The orange peel effect on vinyl records is caused by worn molds. Rather than having the proper mirror-like finish, the surface of the record will have what looks like an orange peel texture. This introduces noise into the record, particularly in the lower frequency range. It should be noted that with direct metal mastering (DMM) the master disc is cut on a copper-coated disc which can also have a minor "orange peel" effect on the disc itself. As this "orange peel" originates in the master rather than being introduced in the pressing stage, there is no ill-effect as there is no physical distortion of the groove.

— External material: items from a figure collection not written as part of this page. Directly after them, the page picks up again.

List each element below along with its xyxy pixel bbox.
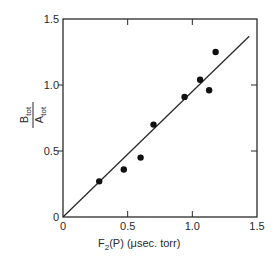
- x-tick-label: 0.5: [120, 220, 135, 232]
- axis-ticks: [58, 19, 257, 217]
- data-point: [206, 87, 212, 93]
- data-point: [121, 166, 127, 172]
- fit-line-path: [63, 36, 249, 217]
- data-point: [137, 154, 143, 160]
- data-point: [96, 178, 102, 184]
- plot-border: [63, 19, 257, 217]
- x-tick-labels: 00.51.01.5: [60, 220, 265, 232]
- data-point: [197, 77, 203, 83]
- plot-frame: [63, 19, 257, 217]
- x-tick-label: 0: [60, 220, 66, 232]
- data-points: [96, 49, 219, 185]
- scatter-chart: 00.51.01.5 00.51.01.5 F2(P) (μsec. torr)…: [0, 0, 276, 257]
- data-point: [181, 94, 187, 100]
- y-tick-label: 1.0: [44, 79, 59, 91]
- x-axis-title: F2(P) (μsec. torr): [98, 237, 180, 252]
- y-tick-labels: 00.51.01.5: [44, 13, 59, 223]
- y-tick-label: 1.5: [44, 13, 59, 25]
- y-tick-label: 0: [53, 211, 59, 223]
- data-point: [150, 121, 156, 127]
- fit-line: [63, 36, 249, 217]
- data-point: [212, 49, 218, 55]
- y-axis-title: Btot Atot: [18, 102, 48, 128]
- y-tick-label: 0.5: [44, 145, 59, 157]
- x-tick-label: 1.0: [185, 220, 200, 232]
- svg-text:Atot: Atot: [33, 106, 48, 123]
- svg-text:Btot: Btot: [18, 106, 33, 123]
- x-tick-label: 1.5: [249, 220, 264, 232]
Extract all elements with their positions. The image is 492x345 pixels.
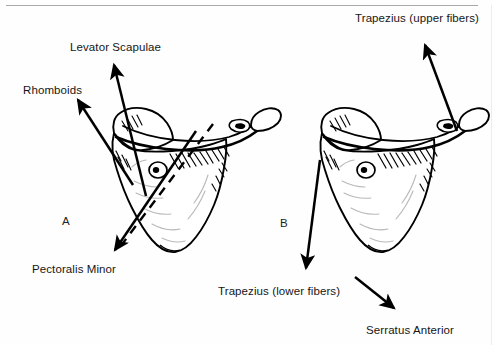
label-serratus-anterior: Serratus Anterior xyxy=(366,324,454,336)
trapezius-lower-fibers-arrow xyxy=(306,160,320,268)
label-pectoralis-minor: Pectoralis Minor xyxy=(32,263,116,275)
panel-b-scapula-drawing xyxy=(321,108,489,252)
trapezius-upper-fibers-arrow xyxy=(425,45,457,131)
label-levator-scapulae: Levator Scapulae xyxy=(70,41,161,53)
anatomical-figure: Levator Scapulae Rhomboids Pectoralis Mi… xyxy=(0,0,492,345)
panel-letter-a: A xyxy=(62,215,70,227)
panel-letter-b: B xyxy=(280,217,288,229)
label-trapezius-lower-fibers: Trapezius (lower fibers) xyxy=(218,285,340,297)
label-trapezius-upper-fibers: Trapezius (upper fibers) xyxy=(355,12,479,24)
serratus-anterior-arrow xyxy=(355,277,394,308)
panel-a-scapula-drawing xyxy=(113,108,281,252)
label-rhomboids: Rhomboids xyxy=(23,84,82,96)
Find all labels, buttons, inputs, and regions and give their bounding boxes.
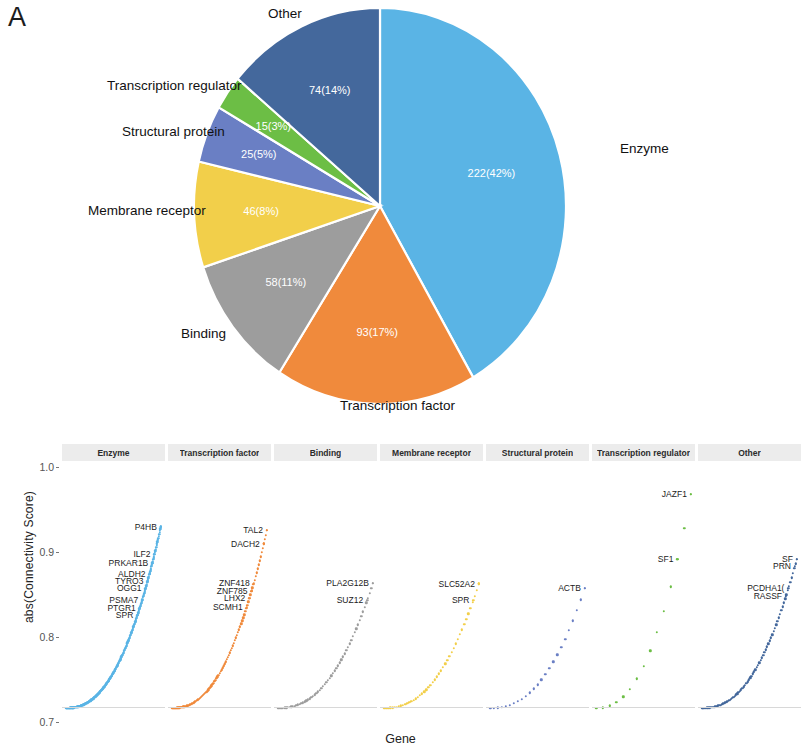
scatter-point	[469, 607, 471, 609]
panel-a-pie-chart: A 222(42%)93(17%)58(11%)46(8%)25(5%)15(3…	[0, 0, 801, 430]
scatter-point	[261, 551, 263, 553]
scatter-point	[683, 527, 685, 529]
gene-label-JAZF1: JAZF1	[662, 489, 691, 499]
pie-category-label-transcription-regulator: Transcription regulator	[107, 78, 242, 93]
scatter-point	[338, 662, 340, 664]
scatter-point	[427, 686, 429, 688]
pie-slice-value-membrane-receptor: 46(8%)	[243, 205, 278, 217]
gene-label-PRN: PRN	[773, 561, 795, 571]
pie-category-label-structural-protein: Structural protein	[122, 124, 225, 139]
scatter-point	[540, 678, 542, 680]
pie-slice-value-other: 74(14%)	[309, 84, 351, 96]
scatter-point	[663, 610, 665, 612]
scatter-point	[548, 667, 550, 669]
scatter-point	[332, 672, 334, 674]
scatter-point	[774, 627, 776, 629]
scatter-point	[342, 656, 344, 658]
scatter-point	[779, 613, 781, 615]
scatter-point	[790, 576, 792, 578]
facet-strip-structural-protein: Structural protein	[486, 444, 589, 461]
scatter-point	[327, 679, 329, 681]
pie-slice-value-transcription-regulator: 15(3%)	[256, 120, 291, 132]
scatter-point	[536, 683, 538, 685]
scatter-point	[387, 707, 389, 709]
facet-grid: EnzymeP4HBILF2PRKAR1BALDH2TYRO3OGG1PSMA7…	[62, 444, 801, 722]
scatter-point	[776, 620, 778, 622]
scatter-point	[767, 643, 769, 645]
scatter-point	[255, 571, 257, 573]
scatter-point	[473, 595, 475, 597]
scatter-point	[556, 654, 558, 656]
scatter-point	[576, 609, 578, 611]
scatter-point	[438, 673, 440, 675]
facet-strip-transcription-factor: Transcription factor	[168, 444, 271, 461]
scatter-point	[396, 706, 398, 708]
scatter-point	[425, 688, 427, 690]
scatter-point	[772, 630, 774, 632]
pie-chart: 222(42%)93(17%)58(11%)46(8%)25(5%)15(3%)…	[178, 4, 582, 408]
scatter-point	[76, 706, 78, 708]
scatter-point	[707, 707, 709, 709]
scatter-point	[243, 613, 245, 615]
x-axis-label: Gene	[0, 732, 801, 746]
scatter-point	[465, 618, 467, 620]
scatter-point	[330, 675, 332, 677]
facet-strip-transcription-regulator: Transcription regulator	[592, 444, 695, 461]
pie-category-label-transcription-factor: Transcription factor	[340, 398, 455, 413]
facet-transcription-regulator: Transcription regulatorJAZF1SF1	[592, 444, 695, 722]
scatter-point	[285, 706, 287, 708]
scatter-point	[176, 707, 178, 709]
y-axis-ticks: 1.00.90.80.7	[20, 450, 60, 722]
scatter-point	[350, 639, 352, 641]
scatter-point	[181, 706, 183, 708]
scatter-point	[258, 559, 260, 561]
scatter-point	[622, 696, 624, 698]
scatter-point	[505, 705, 507, 707]
scatter-point	[544, 673, 546, 675]
scatter-point	[347, 646, 349, 648]
facet-plot-area: SFPRNPCDHA1(RASSF	[698, 461, 801, 708]
scatter-point	[357, 623, 359, 625]
scatter-point	[775, 624, 777, 626]
scatter-point	[325, 681, 327, 683]
scatter-point	[552, 661, 554, 663]
scatter-point	[602, 706, 604, 708]
gene-label-DACH2: DACH2	[231, 539, 264, 549]
scatter-point	[564, 638, 566, 640]
scatter-point	[75, 706, 77, 708]
scatter-point	[513, 702, 515, 704]
scatter-point	[448, 655, 450, 657]
scatter-point	[282, 707, 284, 709]
scatter-point	[476, 589, 478, 591]
scatter-point	[489, 707, 491, 709]
scatter-point	[289, 706, 291, 708]
gene-label-PRKAR1B: PRKAR1B	[109, 558, 153, 568]
scatter-point	[521, 698, 523, 700]
facet-strip-label: Structural protein	[502, 448, 573, 458]
pie-category-label-membrane-receptor: Membrane receptor	[88, 203, 206, 218]
scatter-point	[709, 706, 711, 708]
scatter-point	[781, 605, 783, 607]
scatter-point	[241, 620, 243, 622]
gene-label-RASSF: RASSF	[754, 591, 786, 601]
scatter-point	[353, 631, 355, 633]
scatter-point	[254, 575, 256, 577]
scatter-point	[264, 538, 266, 540]
scatter-point	[501, 706, 503, 708]
gene-label-ACTB: ACTB	[558, 583, 585, 593]
y-tick-0.9: 0.9	[39, 546, 54, 558]
facet-plot-area: JAZF1SF1	[592, 461, 695, 708]
scatter-point	[358, 619, 360, 621]
scatter-point	[174, 707, 176, 709]
panel-a-letter: A	[8, 2, 26, 33]
scatter-point	[656, 631, 658, 633]
scatter-point	[783, 601, 785, 603]
scatter-point	[517, 700, 519, 702]
facet-other: OtherSFPRNPCDHA1(RASSF	[698, 444, 801, 722]
pie-svg: 222(42%)93(17%)58(11%)46(8%)25(5%)15(3%)…	[178, 4, 582, 408]
y-tick-1.0: 1.0	[39, 461, 54, 473]
scatter-point	[766, 646, 768, 648]
scatter-point	[792, 572, 794, 574]
scatter-point	[287, 706, 289, 708]
scatter-point	[335, 667, 337, 669]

While all vinyl records are pressed from metal discs known as 'stampers', a technique known as lathe-cutting is used to create the original discs. A lathe is used to cut microgrooves into an aluminum disc coated with nitro-cellulose lacquer. This lacquer disc is then electroplated with nickel to form a negative known as a 'master' disc, which has a protrusion rather than a groove. The lacquer disc is destroyed when the nickel impression is separated. This master disc is then electroplated with nickel to form a positive disc known as a 'mother'. Many mothers can be grown from a single master before the master deteriorates beyond use. In their own turn the mothers are nickel plated to produce more negative discs known as 'stampers'. Again a single mother can grow many stampers before they deteriorate beyond use. It is these stampers that are then used to mold the final vinyl discs.[32] In this way several million vinyl discs can be produced from a single lacquer original. For production of discs where a relatively small quantity is required, the first nickel negative grown from the lacquer original can be used as a stamper. Production by this latter process (known as the 'one-step-process') is limited to a few hundred vinyl discs or more if the stamper holds out and the quality of the vinyl is high.

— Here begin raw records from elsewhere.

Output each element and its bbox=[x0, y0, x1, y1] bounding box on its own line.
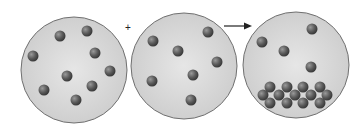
particle bbox=[39, 85, 50, 96]
particle bbox=[71, 95, 82, 106]
particle bbox=[62, 71, 73, 82]
arrow-icon bbox=[224, 23, 252, 30]
particle bbox=[28, 51, 39, 62]
plus-symbol: + bbox=[125, 22, 131, 33]
particle bbox=[105, 66, 116, 77]
particle bbox=[173, 46, 184, 57]
particle bbox=[279, 46, 290, 57]
particle bbox=[55, 31, 66, 42]
particle bbox=[188, 70, 199, 81]
particle bbox=[186, 95, 197, 106]
particle bbox=[148, 36, 159, 47]
particle bbox=[212, 57, 223, 68]
particle bbox=[307, 24, 318, 35]
precipitate-particle bbox=[282, 98, 293, 109]
beaker-solution-1 bbox=[21, 17, 127, 123]
precipitate-particle bbox=[306, 90, 317, 101]
precipitate-particle bbox=[298, 98, 309, 109]
particle bbox=[147, 76, 158, 87]
particle bbox=[90, 48, 101, 59]
precipitate-particle bbox=[282, 82, 293, 93]
beaker-circle bbox=[131, 13, 237, 119]
precipitate-particle bbox=[274, 90, 285, 101]
particle bbox=[257, 37, 268, 48]
particle bbox=[306, 62, 317, 73]
precipitate-particle bbox=[290, 90, 301, 101]
particle bbox=[82, 26, 93, 37]
beaker-solution-2 bbox=[131, 13, 237, 119]
particle bbox=[203, 27, 214, 38]
precipitate-particle bbox=[265, 98, 276, 109]
particle bbox=[87, 81, 98, 92]
beaker-mixture bbox=[243, 12, 349, 118]
precipitate-particle bbox=[315, 98, 326, 109]
precipitate-particle bbox=[298, 82, 309, 93]
beaker-circle bbox=[243, 12, 349, 118]
precipitation-diagram: + bbox=[0, 0, 363, 128]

Vinyl records do not break easily, but the soft material is easily scratched. Vinyl readily acquires a static charge, attracting dust that is difficult to remove completely. Dust and scratches cause audio clicks and pops. In extreme cases, they can cause the needle to skip over a series of grooves, or worse yet, cause the needle to skip backwards, creating a "locked groove" that repeats over and over. Locked grooves were not uncommon and were even heard occasionally in broadcasts.
Vinyl records can be warped by heat, improper storage, or manufacturing defects such as excessively tight plastic shrinkwrap on the album cover. A small degree of warp was common, and allowing for it was part of the art of turntable and tonearm design. "Wow" (once-per-revolution pitch variation) could result from warp, or from a spindle hole that was not precisely centered. Standard practice for LPs, which were more expensive than singles, was to include the LP in a plastic lined inner cover. This, if placed within the outer cardboard cover so that the opening was entirely within the outer cover, was said to reduce ingress of dust onto the record surface. Singles, with rare exceptions, had simple paper covers with no inner cover.

There is controversy about the relative quality of CD sound and LP sound when the latter is heard under the very best conditions (see Analog vs. Digital sound argument).

A further limitation of the record is that with a constant rotational speed, the quality of the sound may differ across the width of the record because the inner groove modulations are more compressed than those of the outer tracks. The result is that inner tracks have distortion that can be noticeable at higher recording levels.
7-inch singles were typically poorer quality for a variety of the reasons mentioned above, and in the 1970s the 12-inch single (sometimes referred to as a "doughnut"), manufactured at both 33⅓ and 45 rpm, became popular for DJ use and for fans and collectors.

Another problem arises because of the geometry of the tonearm. Master recordings are cut on a recording lathe where a sapphire stylus moves radially across the blank, suspended on a straight track and driven by a lead screw. Most turntables use a pivoting tonearm, introducing side forces and pitch and azimuth errors, and thus distortion in the playback signal. Various mechanisms were devised in attempts to compensate, with varying degrees of success.